◆ WHAT TO WORK ON: The required output is the lines below from the line containing "Identify the location" to the line containing "The image size is (980, 557).", inclusive, retyped exactly. No other lines belong in it.

[DATA SHOWN Boundary: Start]

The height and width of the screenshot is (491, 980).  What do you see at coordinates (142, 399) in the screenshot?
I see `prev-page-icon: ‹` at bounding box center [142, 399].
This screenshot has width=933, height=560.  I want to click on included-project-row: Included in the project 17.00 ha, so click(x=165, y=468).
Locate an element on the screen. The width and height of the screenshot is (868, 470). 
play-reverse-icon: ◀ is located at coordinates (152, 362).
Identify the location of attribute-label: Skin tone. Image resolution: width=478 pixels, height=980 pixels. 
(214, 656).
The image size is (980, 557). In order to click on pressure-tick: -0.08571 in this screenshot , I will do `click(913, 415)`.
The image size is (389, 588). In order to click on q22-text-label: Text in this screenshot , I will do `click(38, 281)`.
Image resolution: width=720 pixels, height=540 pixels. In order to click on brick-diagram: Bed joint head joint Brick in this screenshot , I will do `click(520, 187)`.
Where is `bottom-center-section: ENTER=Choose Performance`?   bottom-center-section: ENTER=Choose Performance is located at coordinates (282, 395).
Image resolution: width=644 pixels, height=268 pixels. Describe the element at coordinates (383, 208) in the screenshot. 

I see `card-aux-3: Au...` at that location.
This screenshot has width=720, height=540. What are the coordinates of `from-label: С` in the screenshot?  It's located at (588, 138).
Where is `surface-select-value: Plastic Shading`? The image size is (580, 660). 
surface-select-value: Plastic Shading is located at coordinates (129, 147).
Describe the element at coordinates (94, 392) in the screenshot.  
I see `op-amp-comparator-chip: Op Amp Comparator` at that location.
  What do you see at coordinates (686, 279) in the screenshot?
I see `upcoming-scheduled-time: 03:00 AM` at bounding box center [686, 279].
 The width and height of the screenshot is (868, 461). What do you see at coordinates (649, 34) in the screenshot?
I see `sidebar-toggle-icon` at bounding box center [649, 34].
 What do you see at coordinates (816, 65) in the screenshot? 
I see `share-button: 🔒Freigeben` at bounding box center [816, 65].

[DATA SHOWN Boundary: End]

◆ ANSWER SPACE:
Identify the location of attribute-label: Skin tone. Image resolution: width=478 pixels, height=980 pixels. 
(214, 656).
The image size is (980, 557). In order to click on pressure-tick: -0.08571 in this screenshot , I will do `click(913, 415)`.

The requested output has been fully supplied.